▸ Goal of the exercise: The output must start at the line containing "What do you see at coordinates (211, 468)" in the records below and stop at the last line, matching each line exactly and leaving out every picture.

▸ Raw data:
------------------------------------------------------------------------

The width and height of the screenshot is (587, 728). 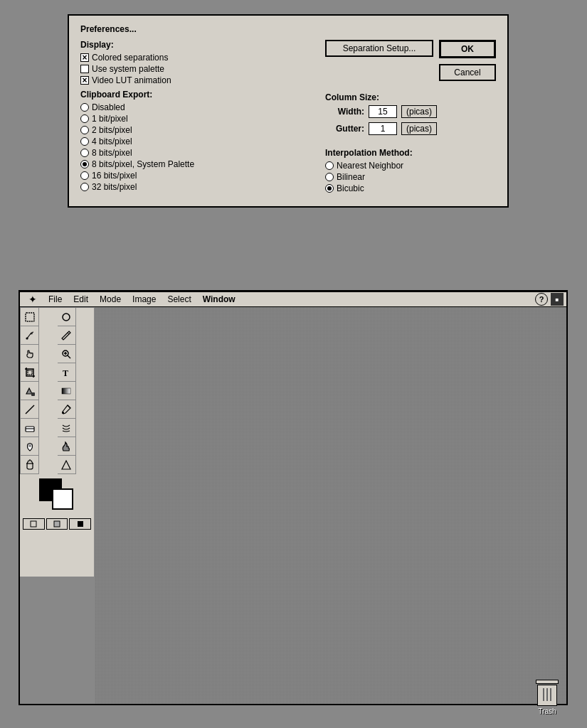 What do you see at coordinates (344, 129) in the screenshot?
I see `gutter-label: Gutter:` at bounding box center [344, 129].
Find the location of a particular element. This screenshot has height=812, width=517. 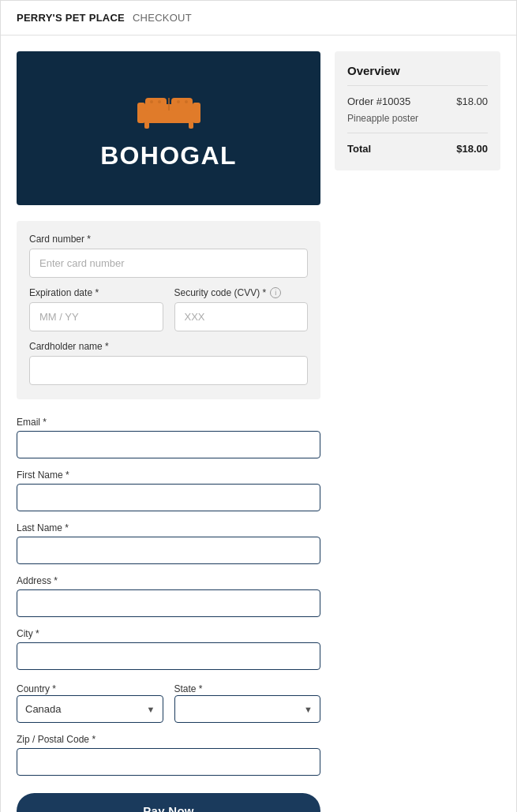

first-name-input is located at coordinates (169, 497).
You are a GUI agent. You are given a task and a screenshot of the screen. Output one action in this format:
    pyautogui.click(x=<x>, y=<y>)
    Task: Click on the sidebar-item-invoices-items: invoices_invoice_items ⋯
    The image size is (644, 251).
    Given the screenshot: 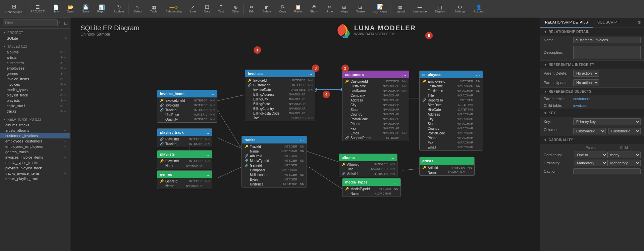 What is the action you would take?
    pyautogui.click(x=35, y=157)
    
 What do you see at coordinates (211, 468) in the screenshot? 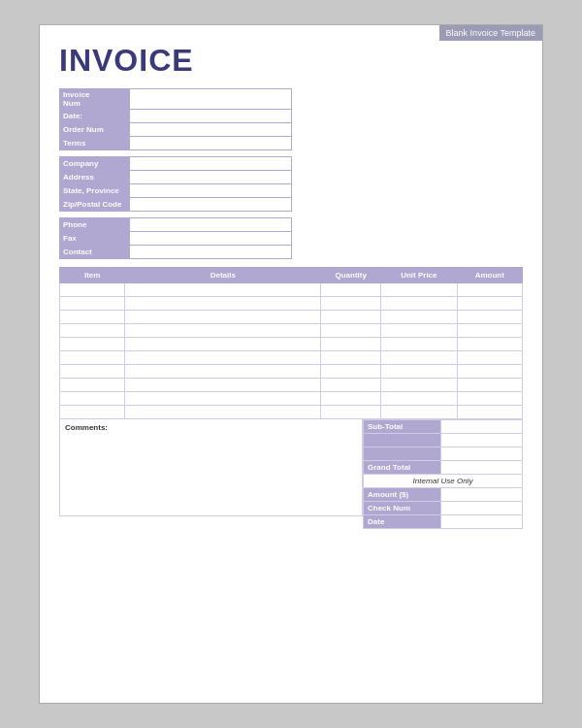
I see `comments-area: Comments:` at bounding box center [211, 468].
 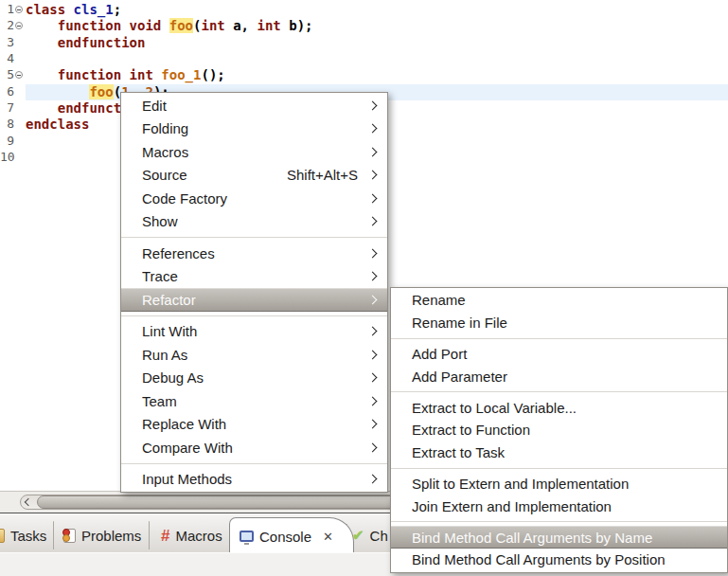 What do you see at coordinates (199, 536) in the screenshot?
I see `tab-label: Macros` at bounding box center [199, 536].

------------------------------------------------------------------------

▸ Exercise response:
 What do you see at coordinates (211, 468) in the screenshot? 
I see `comments-area: Comments:` at bounding box center [211, 468].
  What do you see at coordinates (199, 536) in the screenshot?
I see `tab-label: Macros` at bounding box center [199, 536].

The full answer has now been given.